As for SLS, scheduled for its first test flight in 2020 and the program’s first piloted flight in 2022, “we’re talking about a rocket that’s bigger than any rocket that’s ever been built in human history, with a payload fairing capable of carrying volumes that we’ve never seen before, taller than the Statue of Liberty,” he said.
The new rocket will carry “not just astronauts to the moon, but at the same time co-manifested payloads. This is a transformational strategic capability for the United States of America.”
The budget includes $1.580 billion for public-private development of reusable piloted moon landers, Gateway’s solar electric power and propulsion module and other major components enabling astronauts to make short visits starting in 2024.
The budget request maintains NASA’s focus on Mars exploration, fully funding the Mars 2020 rover, which will look for signs of past biological activity on the red planet and store soil and rock samples for return to Earth aboard a future spacecraft.
“This is an amazing capability,” Bridenstine said. “For the first time, we’re going to cache samples of Mars for an eventual return.
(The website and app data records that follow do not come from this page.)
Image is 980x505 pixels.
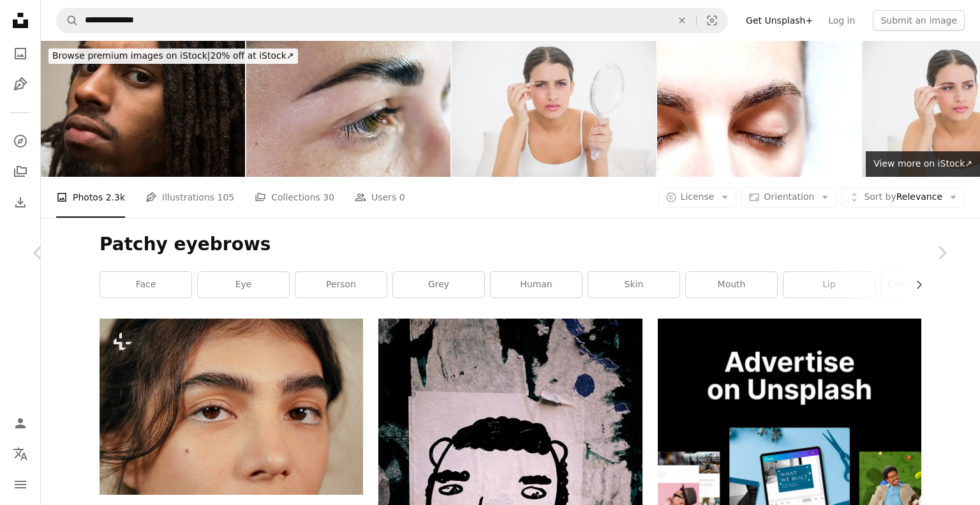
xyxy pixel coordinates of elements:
span: 30 [323,190,334,204]
a: Collections [8,159,33,184]
span: License [680,192,714,202]
span: Sort by [863,192,895,202]
button: Sort byRelevance [841,187,964,208]
span: Relevance [863,191,942,204]
a: human [490,272,582,297]
button: Language [8,441,33,466]
a: person [295,272,387,297]
form: Find visuals sitewide [56,8,727,33]
a: Browse premium images on iStock|20% off at iStock↗ [41,41,306,72]
img: Serious young brown haired model in white pajamas plucking her eyebrows [452,41,656,177]
a: lip [783,272,874,297]
a: Photos [8,41,33,66]
a: Illustrations 105 [145,177,234,218]
a: face [100,272,191,297]
span: Orientation [763,192,814,202]
a: a picture of a man's face on a piece of paper [378,488,641,499]
a: Next [903,192,980,314]
span: View more on iStock ↗ [873,159,972,168]
a: grey [392,272,484,297]
button: Search Unsplash [57,8,78,32]
a: Download History [8,190,33,215]
a: eye [198,272,289,297]
h1: Patchy eyebrows [99,233,921,256]
a: skin [588,272,679,297]
button: Submit an image [872,10,964,30]
button: Menu [8,472,33,497]
button: License [658,187,737,208]
span: Browse premium images on iStock | [52,50,209,60]
a: Illustrations [8,72,33,97]
a: View more on iStock↗ [866,151,980,177]
a: contact [PERSON_NAME] [881,272,972,297]
button: Orientation [741,187,836,208]
img: a close up of a woman's face with brown eyes [99,318,363,494]
a: a close up of a woman's face with brown eyes [99,400,363,412]
a: Get Unsplash+ [738,10,821,30]
img: Stern Look Toward Camera [41,41,245,177]
a: Log in / Sign up [8,411,33,436]
button: Visual search [696,8,727,32]
img: Close-up of womans eye with long eyelashes and a natural eyebrow shape [246,41,450,177]
span: 20% off at iStock ↗ [52,50,294,60]
button: Clear [668,8,696,32]
span: 0 [399,190,405,204]
img: Female green eye closed [656,41,861,177]
a: Collections 30 [255,177,334,218]
a: Log in [821,10,862,30]
a: Explore [8,128,33,154]
a: mouth [686,272,777,297]
a: Users 0 [355,177,405,218]
span: 105 [218,190,235,204]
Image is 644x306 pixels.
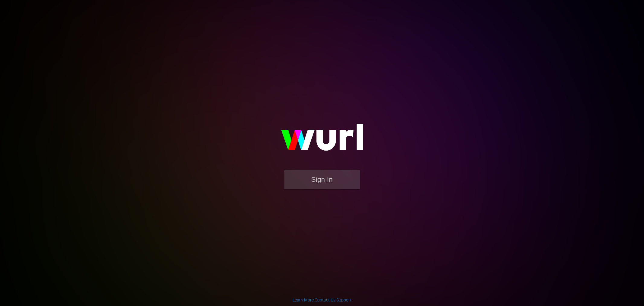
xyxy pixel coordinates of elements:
a: Support [336,297,351,302]
img: wurl-logo-on-black-223613ac3d8ba8fe6dc639794a292ebdb59501304c7dfd60c99c58986ef67473.svg [262,111,383,169]
a: Contact Us [315,297,336,302]
button: Sign In [284,169,360,189]
div: | | [293,297,351,303]
a: Learn More [293,297,314,302]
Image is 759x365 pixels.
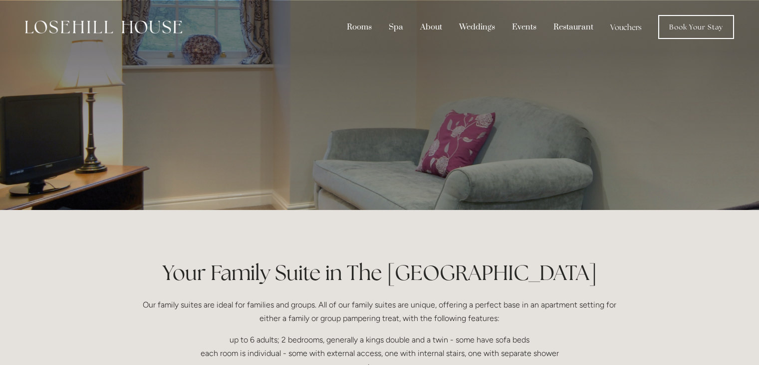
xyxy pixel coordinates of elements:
div: Weddings [452,17,503,36]
a: Book Your Stay [659,15,735,39]
p: Our family suites are ideal for families and groups. All of our family suites are unique, offerin... [141,298,619,325]
div: Events [505,17,544,36]
img: Losehill House [25,20,182,33]
a: Vouchers [603,17,650,36]
div: Rooms [340,17,379,36]
div: About [413,17,450,36]
div: Spa [381,17,411,36]
div: Restaurant [546,17,601,36]
h1: Your Family Suite in The [GEOGRAPHIC_DATA] [141,258,619,287]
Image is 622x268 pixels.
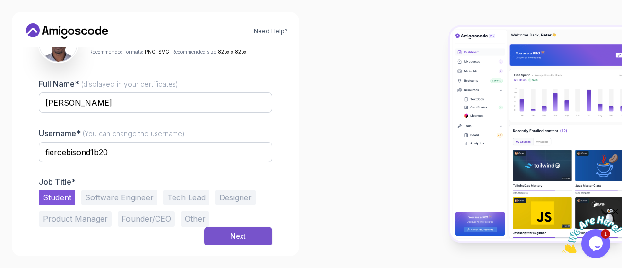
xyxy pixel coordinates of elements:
button: Designer [215,190,256,205]
button: Software Engineer [81,190,158,205]
span: PNG, SVG [145,49,169,54]
button: Product Manager [39,211,112,227]
input: Enter your Full Name [39,92,272,113]
p: Recommended formats: . Recommended size: . [89,48,248,55]
div: Next [230,231,246,241]
button: Next [204,227,272,246]
button: Founder/CEO [118,211,175,227]
span: 82px x 82px [218,49,246,54]
button: Tech Lead [163,190,210,205]
iframe: chat widget [562,207,622,253]
label: Full Name* [39,79,178,88]
button: Other [181,211,210,227]
input: Enter your Username [39,142,272,162]
a: Need Help? [254,27,288,35]
button: Student [39,190,75,205]
label: Username* [39,128,185,138]
span: (You can change the username) [83,129,185,138]
a: Home link [23,23,111,39]
img: Amigoscode Dashboard [450,27,622,241]
span: (displayed in your certificates) [81,80,178,88]
p: Job Title* [39,177,272,187]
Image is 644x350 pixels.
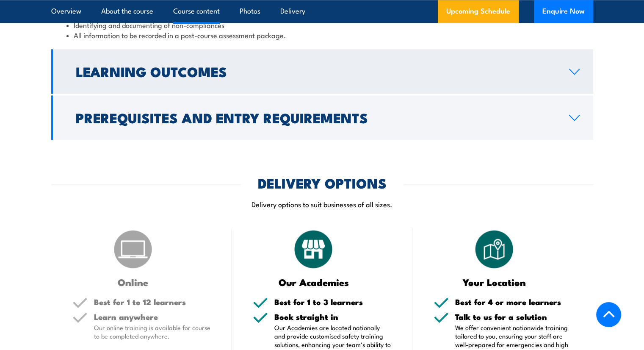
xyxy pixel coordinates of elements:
h5: Best for 1 to 3 learners [275,298,391,306]
p: Our online training is available for course to be completed anywhere. [94,323,211,340]
h2: Learning Outcomes [76,66,555,77]
li: All information to be recorded in a post-course assessment package. [66,30,578,40]
a: Prerequisites and Entry Requirements [51,95,593,140]
h5: Learn anywhere [94,312,211,321]
h5: Best for 4 or more learners [455,298,572,306]
h3: Online [72,277,194,287]
a: Learning Outcomes [51,49,593,94]
h5: Best for 1 to 12 learners [94,298,211,306]
li: Identifying and documenting of non-compliances [66,20,578,30]
h2: DELIVERY OPTIONS [258,176,386,188]
h3: Your Location [433,277,555,287]
h3: Our Academies [253,277,374,287]
h5: Talk to us for a solution [455,312,572,321]
p: Delivery options to suit businesses of all sizes. [51,199,593,209]
h2: Prerequisites and Entry Requirements [76,112,555,123]
h5: Book straight in [275,312,391,321]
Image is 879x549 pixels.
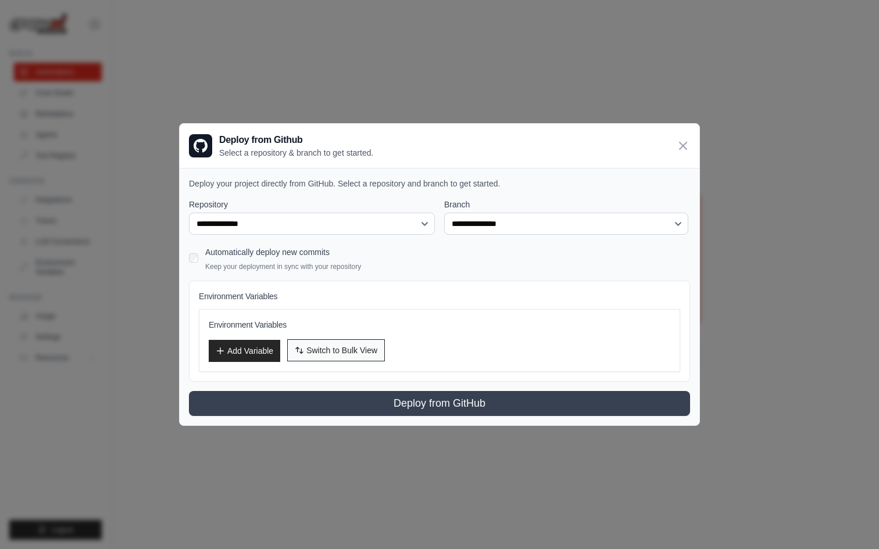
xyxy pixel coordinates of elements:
[205,248,330,257] label: Automatically deploy new commits
[209,319,670,331] h3: Environment Variables
[219,147,373,159] p: Select a repository & branch to get started.
[219,133,373,147] h3: Deploy from Github
[199,291,680,302] h4: Environment Variables
[444,199,690,210] label: Branch
[189,391,690,416] button: Deploy from GitHub
[189,178,690,190] p: Deploy your project directly from GitHub. Select a repository and branch to get started.
[821,494,879,549] iframe: Chat Widget
[209,340,280,362] button: Add Variable
[287,340,385,362] button: Switch to Bulk View
[306,345,377,356] span: Switch to Bulk View
[205,262,361,272] p: Keep your deployment in sync with your repository
[189,199,435,210] label: Repository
We’re also going to figure out how do we use the carbon dioxide on Mars to create oxygen that eventually humans will be able to breathe. … Mars 2020 is fully funded in this budget request.”
Other planetary science initiatives include Mars sample return studies and the Europa Clipper, scheduled for launch in 2023 and designed to make multiple flybys of Jupiter’s moon Europa where an icy crust hides a possibly habitable sub-surface ocean.
NASA’s most ambitious — and at $9.66 billion by far the most expensive — space science mission is the James Webb Space Telescope. Years behind schedule because of technical issues and management miscues, the James Webb is undergoing final tests and checkout before a planned launch in 2021. It would receive $352.6 million in the 2019 budget.
“It has been a challenge for me, as your NASA administrator, to go up to the hill and talk about the James Webb Space Telescope,” Bridenstine said. “Some of you might have seen those hearings, and they’re not fun. But I will also tell you this: this administration is committed to the James Webb Space Telescope, and we have bipartisan support.”